Worse than that though, it's a carefully crafted economy where vendors knowingly supply incomplete and broken systems so that they have a continuous need to also sell professional services, training, and technical support. It's just like textbooks and curricula; crooked AF because they know that nobody is paying attention, and the entire system operates with an expectation of profound inefficiency.

[–] Bazoogle@lemmy.world 4 points 7 hours ago

I don't work for a school, but I apply default policies to stop tracking/telemetry on all the company computers. I wasn't asked to, nor do my coworkers seem to care nearly as much. So the answer is probably that it will entirely depend on the IT admin they hired and how much they care

[–] Prox@lemmy.world 22 points 8 hours ago (1 children)

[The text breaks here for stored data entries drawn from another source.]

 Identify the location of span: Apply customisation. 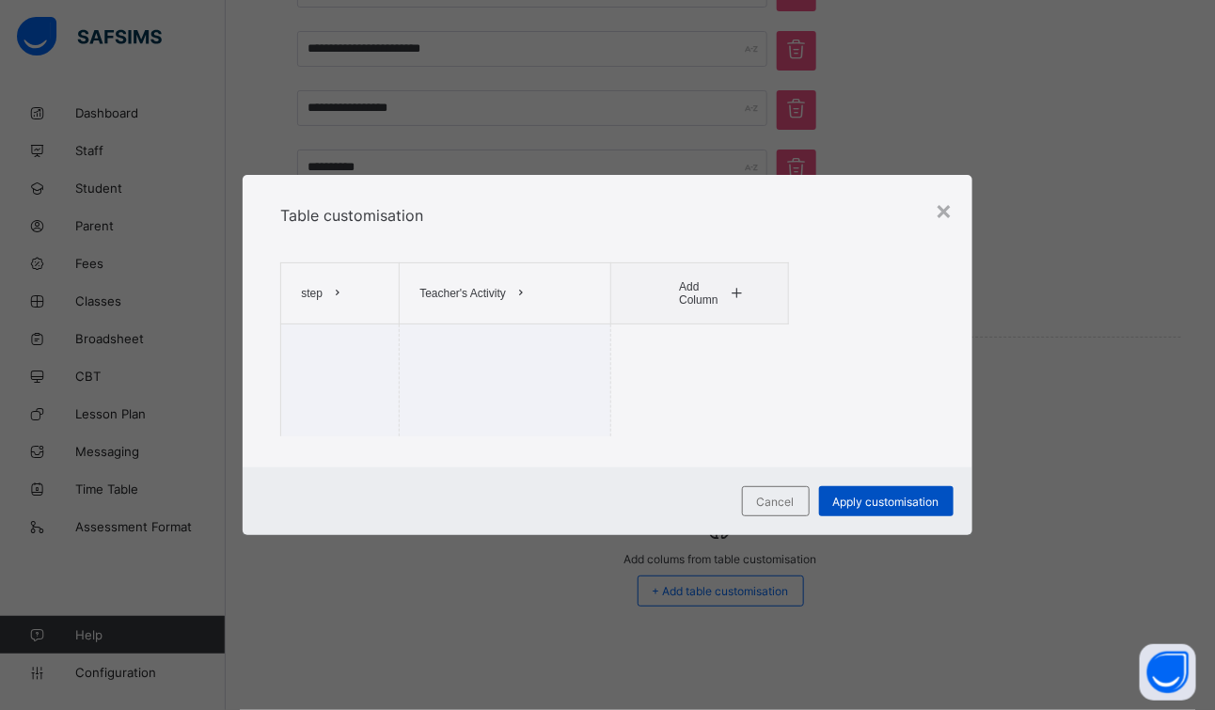
(886, 501).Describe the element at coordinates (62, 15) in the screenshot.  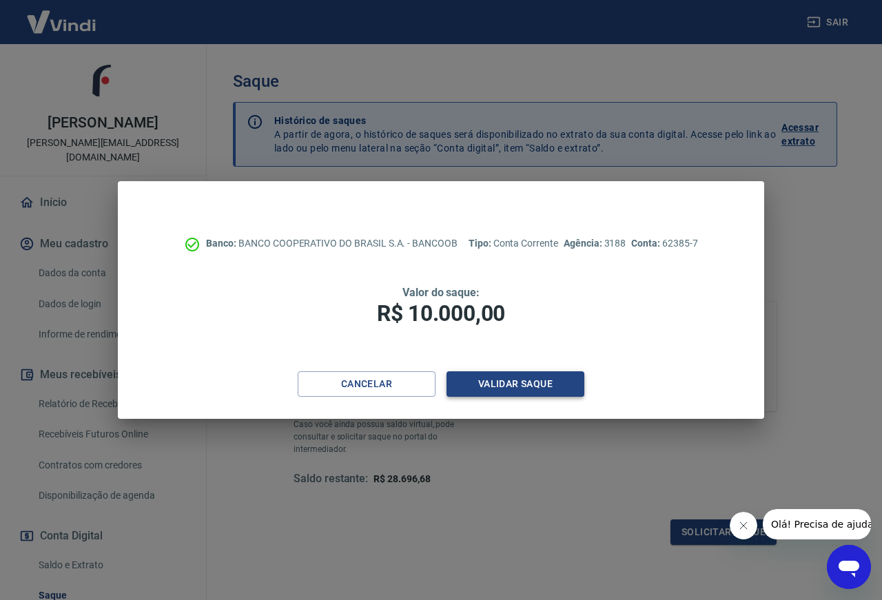
I see `span: Olá! Precisa de ajuda?` at that location.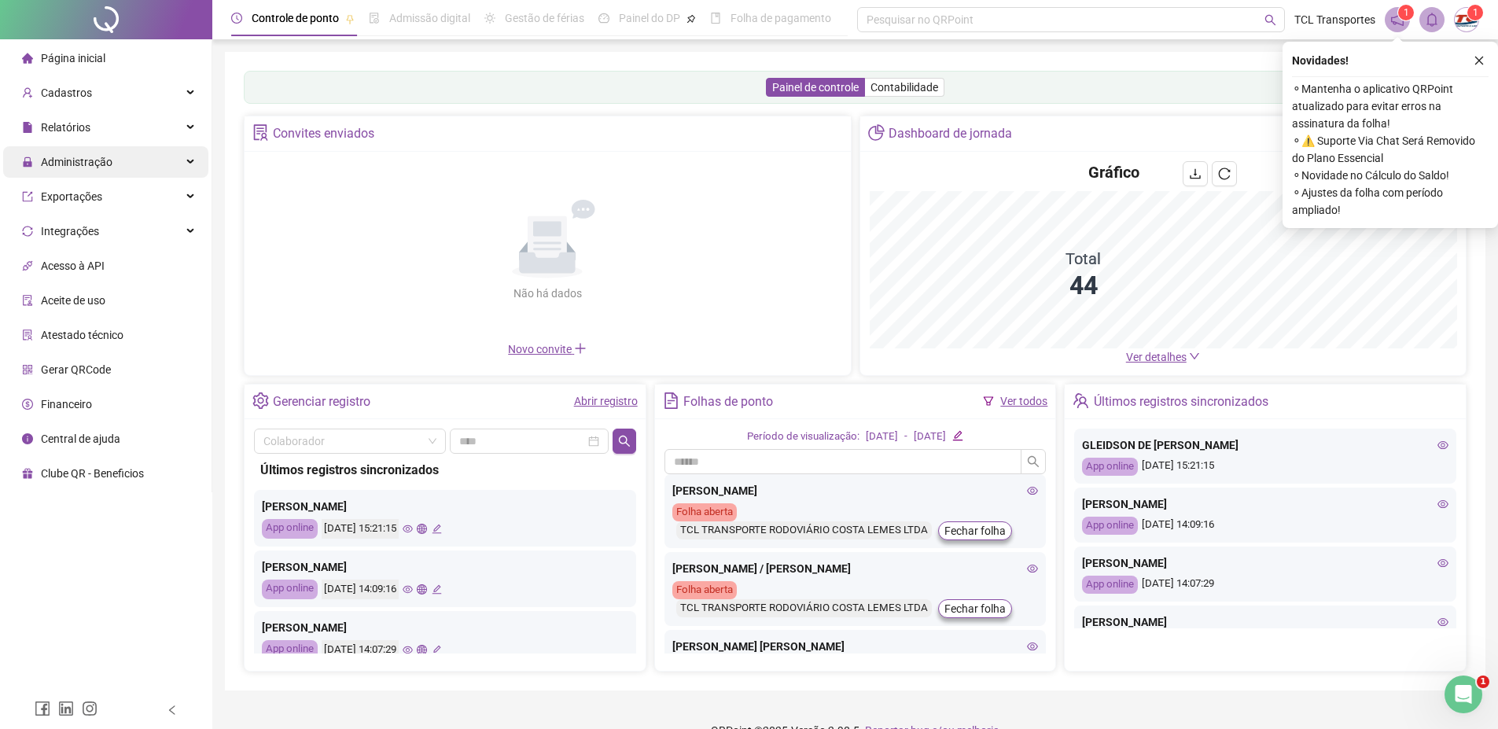  I want to click on span: Novidades !, so click(1320, 61).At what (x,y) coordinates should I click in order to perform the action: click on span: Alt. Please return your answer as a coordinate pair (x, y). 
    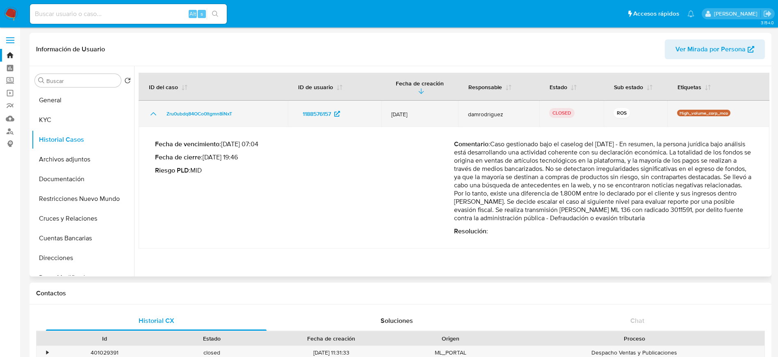
    Looking at the image, I should click on (193, 14).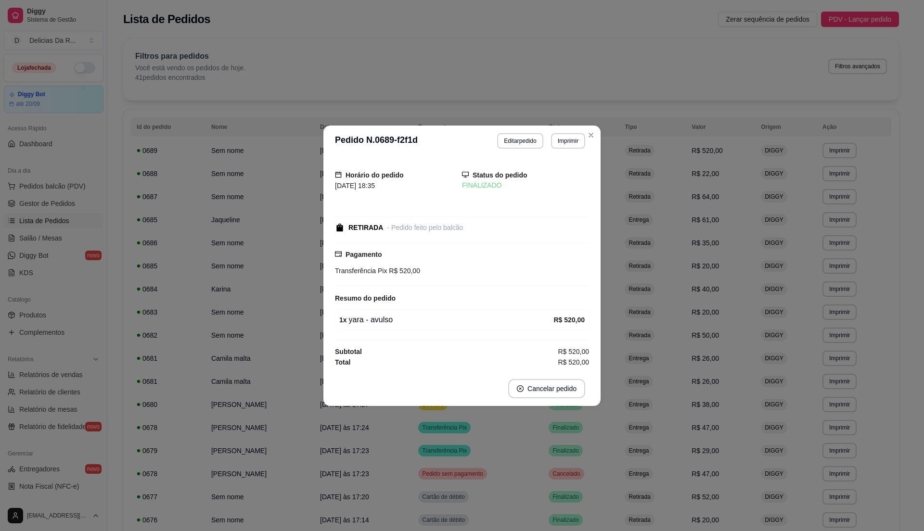  I want to click on div: FINALIZADO, so click(526, 185).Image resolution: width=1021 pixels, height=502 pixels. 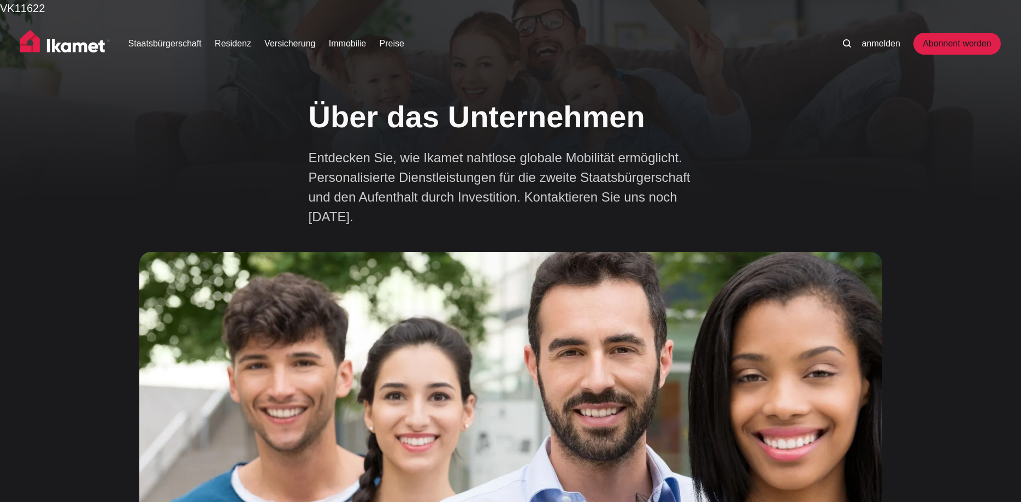 What do you see at coordinates (65, 44) in the screenshot?
I see `img: Ikamet home` at bounding box center [65, 44].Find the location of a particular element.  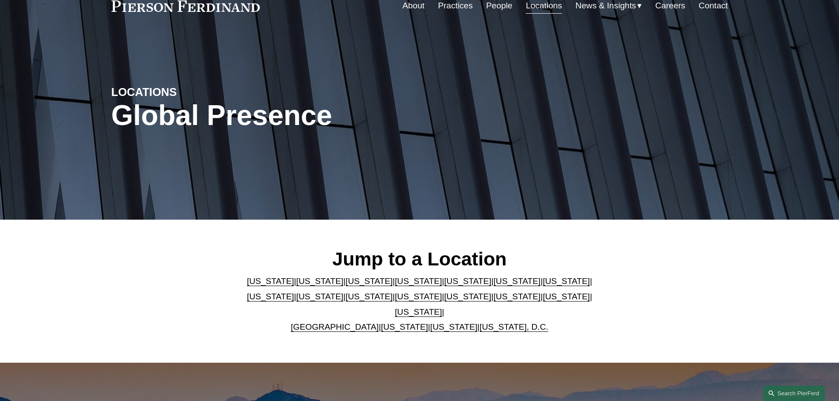

h4: LOCATIONS is located at coordinates (188, 92).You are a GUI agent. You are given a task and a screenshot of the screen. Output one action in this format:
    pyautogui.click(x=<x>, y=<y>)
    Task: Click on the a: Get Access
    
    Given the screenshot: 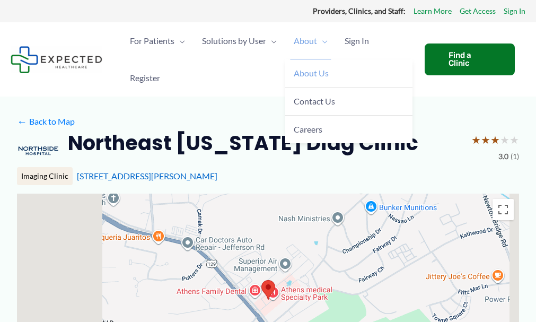 What is the action you would take?
    pyautogui.click(x=477, y=11)
    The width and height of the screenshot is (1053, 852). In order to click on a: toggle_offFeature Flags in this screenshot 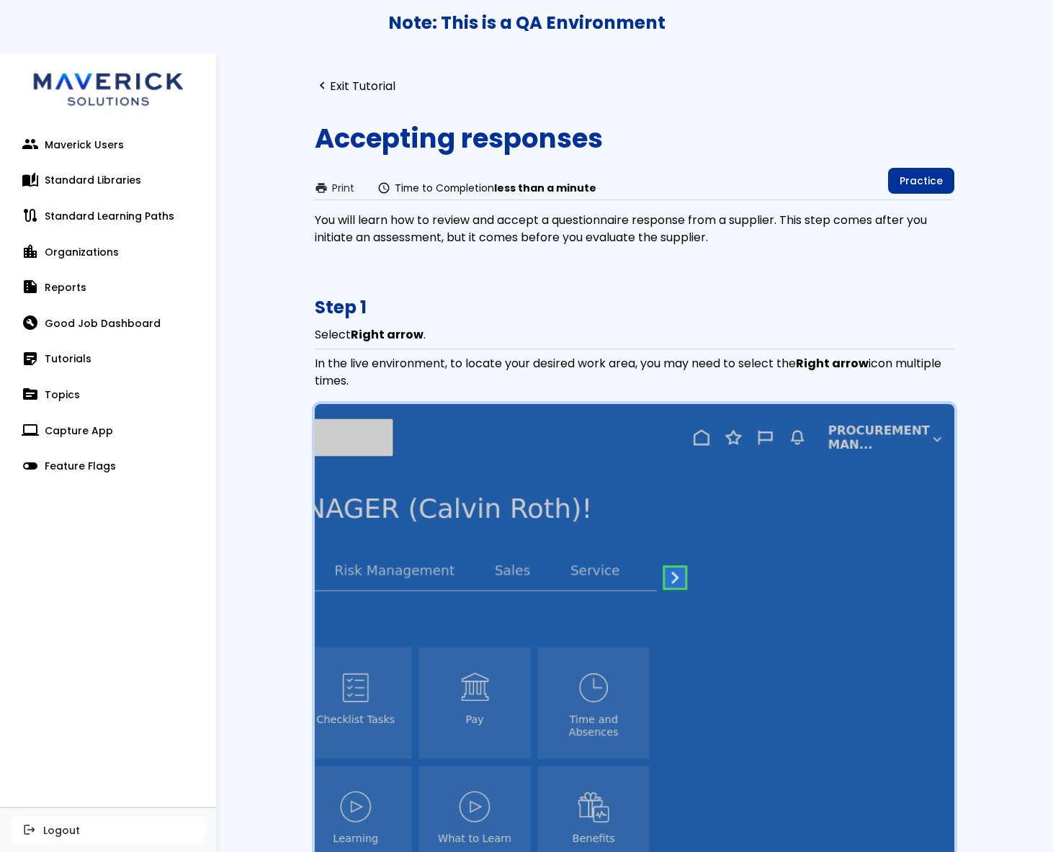, I will do `click(108, 466)`.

This - like most problems we've created in the US - comes down to money. Google will often donate/grant Chromebooks to schools in order to create future ~~addicts~~ customers. It would cost schools a lot more to do what's right (or at least better) for their students, so they don't do that thing.

[–] sorghum@sh.itjust.works 6 points 7 hours ago

yup, it's the same playbook Apple had in the 80's and 90's. Get them into schools and get everyone used to their ecosystem so they would buy their products after graduating. Bill Gates did the same thing in the 90's to outfit computer labs in schools with a bunch of Dell computers.